Material for the task =
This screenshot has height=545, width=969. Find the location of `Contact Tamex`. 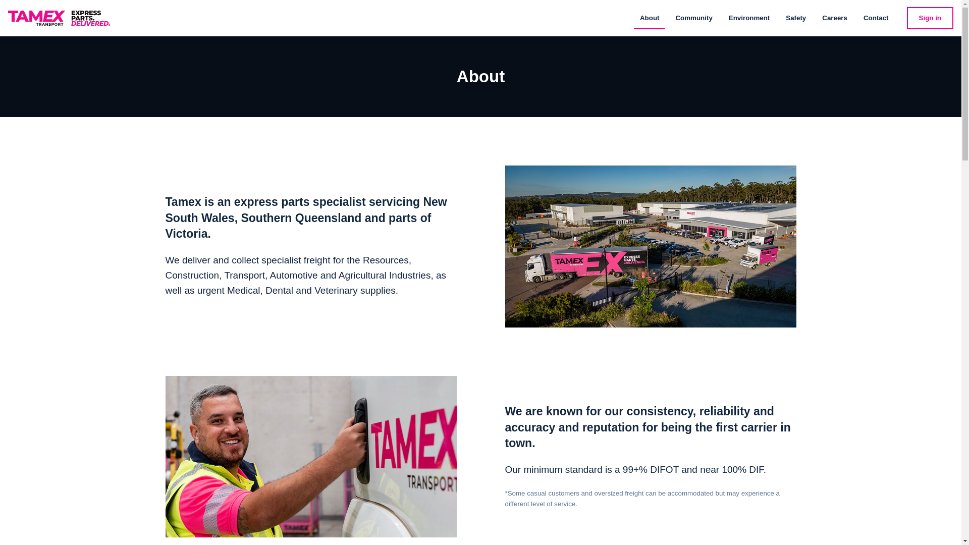

Contact Tamex is located at coordinates (876, 18).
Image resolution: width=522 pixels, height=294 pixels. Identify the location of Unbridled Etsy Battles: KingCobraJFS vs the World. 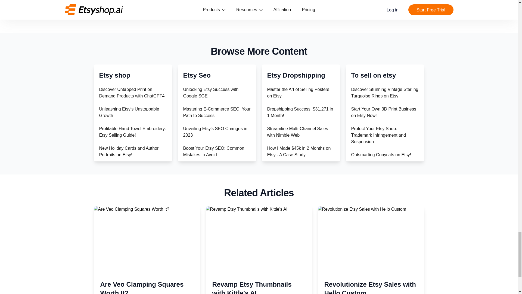
(126, 210).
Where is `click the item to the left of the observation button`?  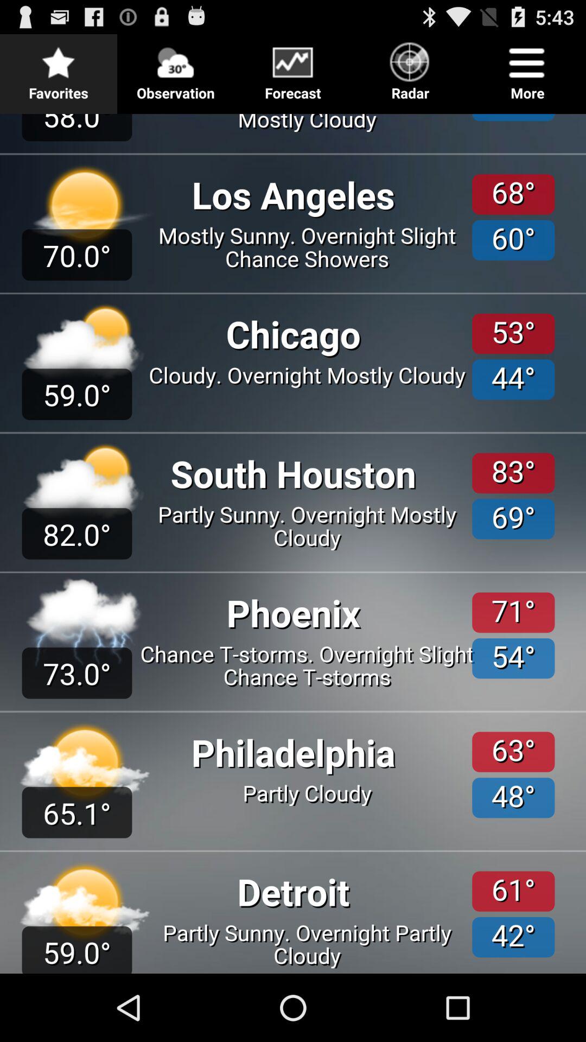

What the task asks = Start to finish, write out the data above exactly, omitting all pictures.

Your response =
This screenshot has height=545, width=969. Find the location of `Contact Tamex`. 

Contact Tamex is located at coordinates (876, 18).
Image resolution: width=522 pixels, height=294 pixels. Identify the location of Unbridled Etsy Battles: KingCobraJFS vs the World. 
(126, 210).
Where is `click the item to the left of the observation button`?  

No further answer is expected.